The problem it boils down to is ease of communication. When you develop a new synthetic pathway, or you find the newest cancer drug, you want to tell the whole scientific community about it, and the medium for that is scientific articles, published in scientific journals after rigorous peer-review.
Those articles were traditionally printed on dead trees (i.e. paper) and are now mostly just read on-screen in PDF format. With both of these cases, it is not easily feasible to include 3D visualisation more than what is already done in class on a blackboard. Wedges, bold lines and parallel perspective are used all over the world and they mean the same thing. We already have a system that works well enough, why change?
I too sometimes run into the problem that I cannot easily visualize the 3D structure of some molecule. Then I build it from a model by hand, or on the computer. Those few cases where I had to do that simply do not justify the overhead if you want to do this for every molecule.
Surely a better system would teach everything in 3D first to gain a true visual and theoretical understanding of the subject, and ONLY THEN taught in 2D on how to simplify things for proper communication?
You are absolutely free to teach organic chemistry the way you want to. But you will then see, that this generates a bunch of work for the set-up of that system (figuring out which software to use, writing guides for the students to use the software) and basically everyone needs a screen in the lecture hall. A blackboard is readily available, easily erasable and as such the best option.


§ TASK REQUIREMENTS
Your task is to copy each line of the records that includes the string "screenshot".

§ RECORD EXCERPTS

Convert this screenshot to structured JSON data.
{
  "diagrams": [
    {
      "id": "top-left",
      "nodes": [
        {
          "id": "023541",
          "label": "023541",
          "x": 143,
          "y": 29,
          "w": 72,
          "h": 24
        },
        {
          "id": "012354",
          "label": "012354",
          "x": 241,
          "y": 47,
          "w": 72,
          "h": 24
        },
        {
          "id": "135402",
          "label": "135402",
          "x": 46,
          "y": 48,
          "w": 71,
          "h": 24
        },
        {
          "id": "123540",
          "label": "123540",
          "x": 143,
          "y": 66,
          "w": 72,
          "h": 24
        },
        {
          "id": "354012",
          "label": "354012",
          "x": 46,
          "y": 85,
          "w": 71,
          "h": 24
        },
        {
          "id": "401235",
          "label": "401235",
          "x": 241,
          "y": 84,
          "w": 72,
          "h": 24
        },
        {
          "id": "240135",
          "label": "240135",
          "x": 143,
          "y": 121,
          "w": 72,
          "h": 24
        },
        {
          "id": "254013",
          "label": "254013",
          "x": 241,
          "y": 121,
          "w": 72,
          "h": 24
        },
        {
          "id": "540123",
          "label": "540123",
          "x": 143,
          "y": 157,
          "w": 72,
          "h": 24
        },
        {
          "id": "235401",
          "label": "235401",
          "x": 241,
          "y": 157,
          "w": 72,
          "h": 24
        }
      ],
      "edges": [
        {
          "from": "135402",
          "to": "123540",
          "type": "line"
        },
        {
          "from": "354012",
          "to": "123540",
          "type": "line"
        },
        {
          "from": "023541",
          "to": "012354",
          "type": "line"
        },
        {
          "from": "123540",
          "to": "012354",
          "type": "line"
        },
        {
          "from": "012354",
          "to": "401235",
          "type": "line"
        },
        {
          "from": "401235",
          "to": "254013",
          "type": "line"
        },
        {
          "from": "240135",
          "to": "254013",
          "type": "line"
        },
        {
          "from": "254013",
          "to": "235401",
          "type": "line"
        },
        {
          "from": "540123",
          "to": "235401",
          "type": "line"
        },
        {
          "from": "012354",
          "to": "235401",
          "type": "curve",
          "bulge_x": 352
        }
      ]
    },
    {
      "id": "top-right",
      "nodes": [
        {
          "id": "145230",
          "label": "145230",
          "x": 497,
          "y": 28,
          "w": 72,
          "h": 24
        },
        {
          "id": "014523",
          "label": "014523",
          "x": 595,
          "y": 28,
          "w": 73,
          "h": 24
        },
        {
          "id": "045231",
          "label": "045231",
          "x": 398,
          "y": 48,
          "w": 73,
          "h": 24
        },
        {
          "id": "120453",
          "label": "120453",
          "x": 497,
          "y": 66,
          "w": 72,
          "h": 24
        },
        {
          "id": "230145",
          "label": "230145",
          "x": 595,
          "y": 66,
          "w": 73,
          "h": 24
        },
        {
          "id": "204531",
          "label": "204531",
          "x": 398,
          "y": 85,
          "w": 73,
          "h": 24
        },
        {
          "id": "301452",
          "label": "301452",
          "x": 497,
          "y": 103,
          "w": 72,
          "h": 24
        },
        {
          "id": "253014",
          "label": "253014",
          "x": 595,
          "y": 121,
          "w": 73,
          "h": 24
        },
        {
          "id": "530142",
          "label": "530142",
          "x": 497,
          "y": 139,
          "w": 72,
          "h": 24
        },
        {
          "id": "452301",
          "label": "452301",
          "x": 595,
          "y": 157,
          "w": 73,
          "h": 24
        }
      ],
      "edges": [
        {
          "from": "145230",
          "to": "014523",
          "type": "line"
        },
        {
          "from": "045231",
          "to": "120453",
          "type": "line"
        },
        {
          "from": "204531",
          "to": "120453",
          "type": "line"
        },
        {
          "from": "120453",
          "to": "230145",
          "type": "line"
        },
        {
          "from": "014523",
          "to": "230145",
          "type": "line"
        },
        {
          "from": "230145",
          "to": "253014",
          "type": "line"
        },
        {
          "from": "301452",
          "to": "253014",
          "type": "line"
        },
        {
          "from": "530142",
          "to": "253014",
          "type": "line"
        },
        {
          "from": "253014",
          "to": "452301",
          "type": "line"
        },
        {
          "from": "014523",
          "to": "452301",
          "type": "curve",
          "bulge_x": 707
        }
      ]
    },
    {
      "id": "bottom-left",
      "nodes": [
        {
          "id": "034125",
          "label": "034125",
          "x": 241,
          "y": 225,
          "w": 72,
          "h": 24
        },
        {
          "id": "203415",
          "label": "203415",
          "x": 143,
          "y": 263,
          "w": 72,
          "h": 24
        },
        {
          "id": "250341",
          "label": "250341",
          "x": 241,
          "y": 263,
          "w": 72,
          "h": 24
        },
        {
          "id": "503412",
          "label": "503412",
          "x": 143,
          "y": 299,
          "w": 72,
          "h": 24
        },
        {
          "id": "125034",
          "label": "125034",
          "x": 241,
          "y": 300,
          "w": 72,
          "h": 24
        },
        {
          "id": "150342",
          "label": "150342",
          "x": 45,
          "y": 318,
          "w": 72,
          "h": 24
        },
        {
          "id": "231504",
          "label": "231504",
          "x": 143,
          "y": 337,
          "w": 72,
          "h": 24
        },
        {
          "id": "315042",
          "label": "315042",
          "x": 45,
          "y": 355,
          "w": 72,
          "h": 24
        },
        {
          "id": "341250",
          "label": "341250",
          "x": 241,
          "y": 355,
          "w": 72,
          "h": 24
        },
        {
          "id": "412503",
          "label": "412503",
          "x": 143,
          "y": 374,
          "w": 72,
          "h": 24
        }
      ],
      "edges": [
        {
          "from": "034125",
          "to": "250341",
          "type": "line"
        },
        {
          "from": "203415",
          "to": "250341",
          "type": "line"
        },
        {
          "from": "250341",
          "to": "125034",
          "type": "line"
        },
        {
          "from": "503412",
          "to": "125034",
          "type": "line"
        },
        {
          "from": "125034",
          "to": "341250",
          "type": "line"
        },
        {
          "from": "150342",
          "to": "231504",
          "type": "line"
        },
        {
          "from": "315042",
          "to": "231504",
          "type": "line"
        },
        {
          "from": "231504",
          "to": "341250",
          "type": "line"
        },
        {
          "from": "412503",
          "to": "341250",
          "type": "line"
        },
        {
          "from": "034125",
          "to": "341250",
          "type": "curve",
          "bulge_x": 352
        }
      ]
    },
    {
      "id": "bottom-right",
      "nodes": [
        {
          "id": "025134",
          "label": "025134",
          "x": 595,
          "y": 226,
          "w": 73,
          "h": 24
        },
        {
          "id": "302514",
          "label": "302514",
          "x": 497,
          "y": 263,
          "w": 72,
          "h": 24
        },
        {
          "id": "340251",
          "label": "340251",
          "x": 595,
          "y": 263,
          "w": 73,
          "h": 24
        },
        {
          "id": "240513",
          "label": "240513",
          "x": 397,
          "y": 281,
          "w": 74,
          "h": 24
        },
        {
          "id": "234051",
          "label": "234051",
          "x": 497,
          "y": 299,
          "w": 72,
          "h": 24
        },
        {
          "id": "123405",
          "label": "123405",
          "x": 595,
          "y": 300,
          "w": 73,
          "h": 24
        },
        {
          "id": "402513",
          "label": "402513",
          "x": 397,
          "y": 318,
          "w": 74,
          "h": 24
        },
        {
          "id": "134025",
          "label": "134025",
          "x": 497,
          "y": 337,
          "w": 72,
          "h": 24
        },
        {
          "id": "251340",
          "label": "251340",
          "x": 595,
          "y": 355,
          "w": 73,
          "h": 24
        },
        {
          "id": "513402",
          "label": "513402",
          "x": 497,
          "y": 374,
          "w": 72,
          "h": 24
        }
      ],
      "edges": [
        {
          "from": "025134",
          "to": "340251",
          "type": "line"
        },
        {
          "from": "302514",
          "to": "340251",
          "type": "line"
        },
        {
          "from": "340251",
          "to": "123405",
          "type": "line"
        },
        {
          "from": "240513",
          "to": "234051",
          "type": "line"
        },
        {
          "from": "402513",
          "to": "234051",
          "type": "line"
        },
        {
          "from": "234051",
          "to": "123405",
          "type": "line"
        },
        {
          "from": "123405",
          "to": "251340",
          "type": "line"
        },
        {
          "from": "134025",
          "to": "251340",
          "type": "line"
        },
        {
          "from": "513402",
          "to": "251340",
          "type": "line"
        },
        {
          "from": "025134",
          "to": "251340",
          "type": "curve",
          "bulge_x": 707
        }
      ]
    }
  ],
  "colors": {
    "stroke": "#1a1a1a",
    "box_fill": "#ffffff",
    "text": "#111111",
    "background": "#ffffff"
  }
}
* * *
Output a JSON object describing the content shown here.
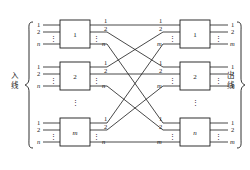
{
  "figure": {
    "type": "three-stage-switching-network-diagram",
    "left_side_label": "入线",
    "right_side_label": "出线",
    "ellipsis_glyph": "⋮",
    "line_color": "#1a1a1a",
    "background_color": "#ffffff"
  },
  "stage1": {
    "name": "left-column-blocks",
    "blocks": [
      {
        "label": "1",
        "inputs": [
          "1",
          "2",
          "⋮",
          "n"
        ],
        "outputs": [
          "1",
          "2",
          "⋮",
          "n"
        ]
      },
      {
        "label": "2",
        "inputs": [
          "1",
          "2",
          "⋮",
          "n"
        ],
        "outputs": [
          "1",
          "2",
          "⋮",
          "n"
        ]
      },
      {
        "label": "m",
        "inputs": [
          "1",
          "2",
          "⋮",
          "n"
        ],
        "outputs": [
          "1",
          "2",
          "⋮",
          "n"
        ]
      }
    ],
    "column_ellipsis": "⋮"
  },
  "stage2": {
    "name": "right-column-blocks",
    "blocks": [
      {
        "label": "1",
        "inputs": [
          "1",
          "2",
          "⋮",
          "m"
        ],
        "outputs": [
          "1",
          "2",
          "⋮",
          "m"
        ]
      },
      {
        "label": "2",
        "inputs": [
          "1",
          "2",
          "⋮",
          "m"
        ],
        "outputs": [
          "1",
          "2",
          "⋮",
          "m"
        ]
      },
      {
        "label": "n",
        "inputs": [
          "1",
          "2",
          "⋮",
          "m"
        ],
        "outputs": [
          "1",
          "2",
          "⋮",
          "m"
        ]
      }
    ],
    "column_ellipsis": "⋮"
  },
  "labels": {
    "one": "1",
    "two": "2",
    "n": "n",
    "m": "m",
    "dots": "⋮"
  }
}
* * *
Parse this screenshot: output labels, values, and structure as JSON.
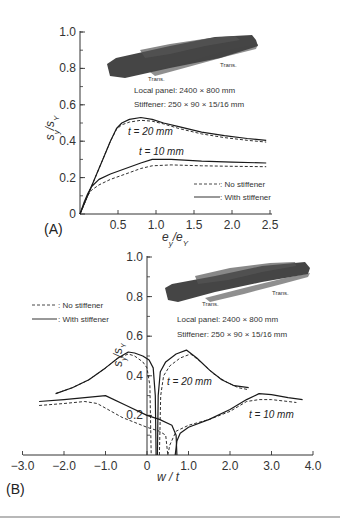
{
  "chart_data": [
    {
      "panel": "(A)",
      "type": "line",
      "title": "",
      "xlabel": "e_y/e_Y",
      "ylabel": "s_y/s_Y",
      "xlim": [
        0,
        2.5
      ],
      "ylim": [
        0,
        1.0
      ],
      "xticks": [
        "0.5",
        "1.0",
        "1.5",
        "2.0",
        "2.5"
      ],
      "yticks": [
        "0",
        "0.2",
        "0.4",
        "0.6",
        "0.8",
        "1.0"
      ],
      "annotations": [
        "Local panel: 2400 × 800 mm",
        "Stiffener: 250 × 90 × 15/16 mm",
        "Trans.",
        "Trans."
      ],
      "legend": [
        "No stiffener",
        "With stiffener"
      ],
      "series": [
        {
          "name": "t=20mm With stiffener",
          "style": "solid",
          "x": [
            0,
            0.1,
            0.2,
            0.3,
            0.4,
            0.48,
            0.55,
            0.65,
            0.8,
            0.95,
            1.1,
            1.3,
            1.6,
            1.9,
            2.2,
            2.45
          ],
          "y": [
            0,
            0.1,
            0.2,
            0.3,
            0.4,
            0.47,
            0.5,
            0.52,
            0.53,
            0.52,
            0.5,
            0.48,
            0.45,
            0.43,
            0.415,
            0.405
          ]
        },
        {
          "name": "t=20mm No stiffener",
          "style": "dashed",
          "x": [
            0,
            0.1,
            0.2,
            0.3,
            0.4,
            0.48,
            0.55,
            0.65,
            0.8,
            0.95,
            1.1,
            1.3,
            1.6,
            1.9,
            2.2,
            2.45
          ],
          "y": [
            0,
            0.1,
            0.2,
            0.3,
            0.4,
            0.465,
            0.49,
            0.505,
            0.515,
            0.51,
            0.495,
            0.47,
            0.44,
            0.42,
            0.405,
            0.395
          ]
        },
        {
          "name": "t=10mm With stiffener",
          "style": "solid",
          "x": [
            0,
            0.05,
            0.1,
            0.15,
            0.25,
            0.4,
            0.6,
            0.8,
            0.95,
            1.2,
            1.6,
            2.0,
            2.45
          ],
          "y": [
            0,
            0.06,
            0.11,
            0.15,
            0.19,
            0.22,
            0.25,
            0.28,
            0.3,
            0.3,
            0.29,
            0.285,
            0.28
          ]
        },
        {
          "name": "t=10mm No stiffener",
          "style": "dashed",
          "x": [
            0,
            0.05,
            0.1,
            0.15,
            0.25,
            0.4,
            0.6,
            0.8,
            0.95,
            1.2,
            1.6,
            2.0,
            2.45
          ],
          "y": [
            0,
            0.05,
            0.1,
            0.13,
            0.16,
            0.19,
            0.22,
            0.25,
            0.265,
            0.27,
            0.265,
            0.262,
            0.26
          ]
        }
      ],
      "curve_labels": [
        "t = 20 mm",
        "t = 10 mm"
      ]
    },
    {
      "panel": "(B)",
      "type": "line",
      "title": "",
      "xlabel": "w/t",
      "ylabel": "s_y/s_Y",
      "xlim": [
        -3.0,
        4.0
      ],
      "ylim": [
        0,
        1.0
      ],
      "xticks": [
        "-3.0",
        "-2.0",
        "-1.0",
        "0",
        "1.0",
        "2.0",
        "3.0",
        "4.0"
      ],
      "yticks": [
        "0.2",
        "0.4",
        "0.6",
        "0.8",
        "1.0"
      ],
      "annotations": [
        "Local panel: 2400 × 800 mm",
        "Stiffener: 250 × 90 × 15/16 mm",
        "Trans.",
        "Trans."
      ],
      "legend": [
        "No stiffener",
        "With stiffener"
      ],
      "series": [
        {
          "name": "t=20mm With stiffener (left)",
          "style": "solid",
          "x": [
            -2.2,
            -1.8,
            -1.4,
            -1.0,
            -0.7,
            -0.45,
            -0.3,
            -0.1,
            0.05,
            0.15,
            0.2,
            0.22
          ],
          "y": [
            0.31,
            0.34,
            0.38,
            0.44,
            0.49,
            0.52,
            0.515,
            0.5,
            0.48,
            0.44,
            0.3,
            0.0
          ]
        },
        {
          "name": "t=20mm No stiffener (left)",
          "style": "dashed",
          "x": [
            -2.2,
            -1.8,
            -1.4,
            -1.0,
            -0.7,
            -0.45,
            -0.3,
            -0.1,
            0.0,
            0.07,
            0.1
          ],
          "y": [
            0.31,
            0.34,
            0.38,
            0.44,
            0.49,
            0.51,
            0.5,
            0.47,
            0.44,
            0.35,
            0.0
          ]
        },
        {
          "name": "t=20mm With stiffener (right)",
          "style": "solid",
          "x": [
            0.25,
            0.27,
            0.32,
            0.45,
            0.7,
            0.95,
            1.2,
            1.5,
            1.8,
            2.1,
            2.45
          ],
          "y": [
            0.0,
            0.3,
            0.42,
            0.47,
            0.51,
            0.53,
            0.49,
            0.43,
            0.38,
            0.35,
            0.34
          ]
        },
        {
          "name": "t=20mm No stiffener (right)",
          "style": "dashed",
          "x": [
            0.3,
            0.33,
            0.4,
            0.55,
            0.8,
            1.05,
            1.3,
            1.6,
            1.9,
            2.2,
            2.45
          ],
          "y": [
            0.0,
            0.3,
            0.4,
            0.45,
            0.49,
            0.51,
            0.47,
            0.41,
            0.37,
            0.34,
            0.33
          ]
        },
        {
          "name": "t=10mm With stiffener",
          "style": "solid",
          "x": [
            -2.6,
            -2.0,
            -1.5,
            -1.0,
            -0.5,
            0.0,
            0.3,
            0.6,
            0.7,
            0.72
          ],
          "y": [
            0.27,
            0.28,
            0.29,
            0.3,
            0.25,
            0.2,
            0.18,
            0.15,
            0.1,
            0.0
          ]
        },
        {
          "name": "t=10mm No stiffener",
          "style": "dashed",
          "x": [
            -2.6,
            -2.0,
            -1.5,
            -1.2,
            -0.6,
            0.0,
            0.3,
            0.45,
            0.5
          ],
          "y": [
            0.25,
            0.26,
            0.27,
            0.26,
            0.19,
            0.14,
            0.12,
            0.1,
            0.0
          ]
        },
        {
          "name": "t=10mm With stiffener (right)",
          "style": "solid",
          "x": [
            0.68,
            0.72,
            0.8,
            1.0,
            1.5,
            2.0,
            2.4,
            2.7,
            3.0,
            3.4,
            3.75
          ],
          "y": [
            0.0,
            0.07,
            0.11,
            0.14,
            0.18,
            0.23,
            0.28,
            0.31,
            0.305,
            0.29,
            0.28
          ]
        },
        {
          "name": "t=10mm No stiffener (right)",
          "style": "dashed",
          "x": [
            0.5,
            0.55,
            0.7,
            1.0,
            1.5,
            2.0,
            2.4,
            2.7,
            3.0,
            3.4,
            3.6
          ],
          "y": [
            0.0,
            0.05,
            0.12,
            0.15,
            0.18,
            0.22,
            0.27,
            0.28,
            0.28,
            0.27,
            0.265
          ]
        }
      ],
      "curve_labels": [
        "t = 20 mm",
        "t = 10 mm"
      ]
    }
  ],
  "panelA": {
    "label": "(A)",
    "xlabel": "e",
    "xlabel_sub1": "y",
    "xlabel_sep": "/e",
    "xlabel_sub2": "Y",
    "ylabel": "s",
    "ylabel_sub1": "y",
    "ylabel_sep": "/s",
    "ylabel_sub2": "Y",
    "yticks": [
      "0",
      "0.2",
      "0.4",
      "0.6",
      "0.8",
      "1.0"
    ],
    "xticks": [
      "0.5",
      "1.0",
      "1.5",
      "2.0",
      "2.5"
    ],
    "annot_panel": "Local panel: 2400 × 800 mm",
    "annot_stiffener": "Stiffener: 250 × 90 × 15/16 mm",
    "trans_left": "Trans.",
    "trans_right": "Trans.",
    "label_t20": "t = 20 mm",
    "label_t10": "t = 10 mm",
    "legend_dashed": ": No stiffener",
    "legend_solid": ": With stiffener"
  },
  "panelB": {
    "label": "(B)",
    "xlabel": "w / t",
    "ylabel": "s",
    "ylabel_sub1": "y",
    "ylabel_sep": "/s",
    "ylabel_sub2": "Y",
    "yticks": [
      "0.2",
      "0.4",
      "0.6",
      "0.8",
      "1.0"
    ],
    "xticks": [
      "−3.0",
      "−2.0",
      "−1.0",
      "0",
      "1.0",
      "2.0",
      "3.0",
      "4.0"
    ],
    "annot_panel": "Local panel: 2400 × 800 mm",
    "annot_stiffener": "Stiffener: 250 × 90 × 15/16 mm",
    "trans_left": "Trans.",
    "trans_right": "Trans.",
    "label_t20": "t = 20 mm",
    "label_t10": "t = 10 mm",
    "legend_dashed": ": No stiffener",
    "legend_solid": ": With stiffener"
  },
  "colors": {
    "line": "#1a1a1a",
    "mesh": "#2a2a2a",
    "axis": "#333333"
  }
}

§ PROBLEM SOLUTION
Convert this screenshot to structured JSON data.
Parse this screenshot: output labels, values, and structure as JSON.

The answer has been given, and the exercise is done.